We may understand the relativity of time intellectually, but we don’t easily experience it as listeners. Nor did the Philharmonic comfortably reproduce it as players. The Webern sounded like personal moments from soloists in the orchestra intent on expressing their fragments but not on responding to what they heard from others. Abbado pushed with blunt forward motion, holding the music together but not appreciating its teeming life underneath--this is the mountain viewed from an SUV. The profound gradations of dynamics were only approximate. The performance sounded under-prepared.

The Strauss was equally pushed forward and blunt, the SUV here practically tearing up the mountain.
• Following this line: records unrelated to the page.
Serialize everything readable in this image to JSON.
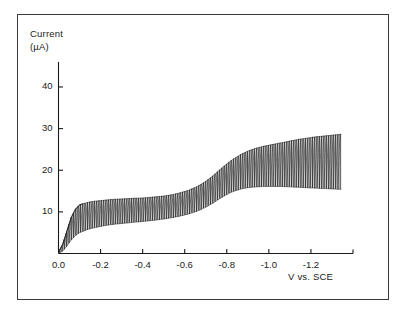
{
  "figure": {
    "background_color": "#ffffff",
    "border_color": "#3a3a3a",
    "trace_color": "#1a1a1a"
  },
  "chart_data": {
    "type": "line",
    "title": "",
    "subtitle": "",
    "xlabel": "V vs. SCE",
    "ylabel": "Current (µA)",
    "ylabel_line1": "Current",
    "ylabel_line2": "(µA)",
    "grid": false,
    "legend": null,
    "legend_position": "none",
    "xlim": [
      0.0,
      -1.4
    ],
    "ylim": [
      0,
      46
    ],
    "xticks": [
      0.0,
      -0.2,
      -0.4,
      -0.6,
      -0.8,
      -1.0,
      -1.2
    ],
    "xtick_labels": [
      "0.0",
      "-0.2",
      "-0.4",
      "-0.6",
      "-0.8",
      "-1.0",
      "-1.2"
    ],
    "yticks": [
      10,
      20,
      30,
      40
    ],
    "ytick_labels": [
      "10",
      "20",
      "30",
      "40"
    ],
    "oscillation_count": 122,
    "series": [
      {
        "name": "Envelope maximum (drop fall current)",
        "x": [
          0.0,
          -0.02,
          -0.04,
          -0.06,
          -0.08,
          -0.1,
          -0.14,
          -0.18,
          -0.22,
          -0.26,
          -0.3,
          -0.34,
          -0.38,
          -0.42,
          -0.46,
          -0.5,
          -0.54,
          -0.58,
          -0.62,
          -0.66,
          -0.7,
          -0.74,
          -0.78,
          -0.82,
          -0.86,
          -0.9,
          -0.94,
          -0.98,
          -1.02,
          -1.06,
          -1.1,
          -1.14,
          -1.18,
          -1.22,
          -1.26,
          -1.3,
          -1.34
        ],
        "values": [
          0.4,
          2.2,
          5.4,
          8.6,
          10.6,
          11.7,
          12.3,
          12.6,
          12.8,
          13.0,
          13.1,
          13.2,
          13.3,
          13.4,
          13.6,
          13.8,
          14.1,
          14.6,
          15.2,
          16.1,
          17.3,
          18.9,
          20.7,
          22.3,
          23.6,
          24.6,
          25.3,
          25.8,
          26.2,
          26.6,
          27.0,
          27.4,
          27.7,
          28.0,
          28.2,
          28.4,
          28.6
        ]
      },
      {
        "name": "Envelope minimum (drop birth current)",
        "x": [
          0.0,
          -0.02,
          -0.04,
          -0.06,
          -0.08,
          -0.1,
          -0.14,
          -0.18,
          -0.22,
          -0.26,
          -0.3,
          -0.34,
          -0.38,
          -0.42,
          -0.46,
          -0.5,
          -0.54,
          -0.58,
          -0.62,
          -0.66,
          -0.7,
          -0.74,
          -0.78,
          -0.82,
          -0.86,
          -0.9,
          -0.94,
          -0.98,
          -1.02,
          -1.06,
          -1.1,
          -1.14,
          -1.18,
          -1.22,
          -1.26,
          -1.3,
          -1.34
        ],
        "values": [
          0.0,
          0.6,
          1.8,
          3.2,
          4.3,
          5.0,
          5.8,
          6.3,
          6.7,
          7.0,
          7.2,
          7.4,
          7.6,
          7.8,
          8.0,
          8.3,
          8.6,
          9.0,
          9.5,
          10.2,
          11.1,
          12.3,
          13.6,
          14.7,
          15.4,
          15.8,
          16.0,
          16.1,
          16.1,
          16.1,
          16.0,
          15.9,
          15.8,
          15.7,
          15.6,
          15.5,
          15.4
        ]
      },
      {
        "name": "Envelope mid-line (mean current)",
        "x": [
          0.0,
          -0.02,
          -0.04,
          -0.06,
          -0.08,
          -0.1,
          -0.14,
          -0.18,
          -0.22,
          -0.26,
          -0.3,
          -0.34,
          -0.38,
          -0.42,
          -0.46,
          -0.5,
          -0.54,
          -0.58,
          -0.62,
          -0.66,
          -0.7,
          -0.74,
          -0.78,
          -0.82,
          -0.86,
          -0.9,
          -0.94,
          -0.98,
          -1.02,
          -1.06,
          -1.1,
          -1.14,
          -1.18,
          -1.22,
          -1.26,
          -1.3,
          -1.34
        ],
        "values": [
          0.2,
          1.4,
          3.6,
          5.9,
          7.5,
          8.4,
          9.1,
          9.5,
          9.8,
          10.0,
          10.2,
          10.3,
          10.5,
          10.6,
          10.8,
          11.1,
          11.4,
          11.8,
          12.4,
          13.2,
          14.2,
          15.6,
          17.2,
          18.5,
          19.5,
          20.2,
          20.7,
          21.0,
          21.2,
          21.4,
          21.5,
          21.7,
          21.8,
          21.9,
          21.9,
          22.0,
          22.0
        ]
      }
    ],
    "waves": [
      {
        "label": "wave 1",
        "half_wave_potential": -0.05,
        "limiting_current": 10.0
      },
      {
        "label": "wave 2",
        "half_wave_potential": -0.78,
        "limiting_current": 21.5
      }
    ]
  }
}
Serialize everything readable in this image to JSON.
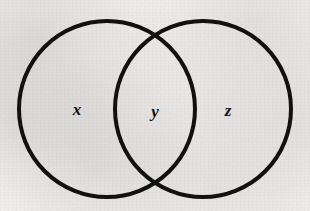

Abbado has fine organizational skills, and he held tight onto a score that wants to burst the seams at practically any moment. But the Philharmonic sounded uncharacteristically steely, despite some impressive brass playing.

In between Webern and Strauss came the relaxation of relatively early Mozart, with the Violin Concerto No. 4. Cho-Liang Lin replaced the scheduled soloists, Pamela Frank, who has been sidelined by a hand injury. Abbado’s Mozart is on the big side, sharply etched but slightly too large for Lin, who is an elegant, straightforward player. So if the violinist’s tone turned slightly hard, that may have been in compensation. Still, it was Lin (the new head of La Jolla Chamber Music’s summer festival) who, in making Mozart bloom, brought us closest to nature.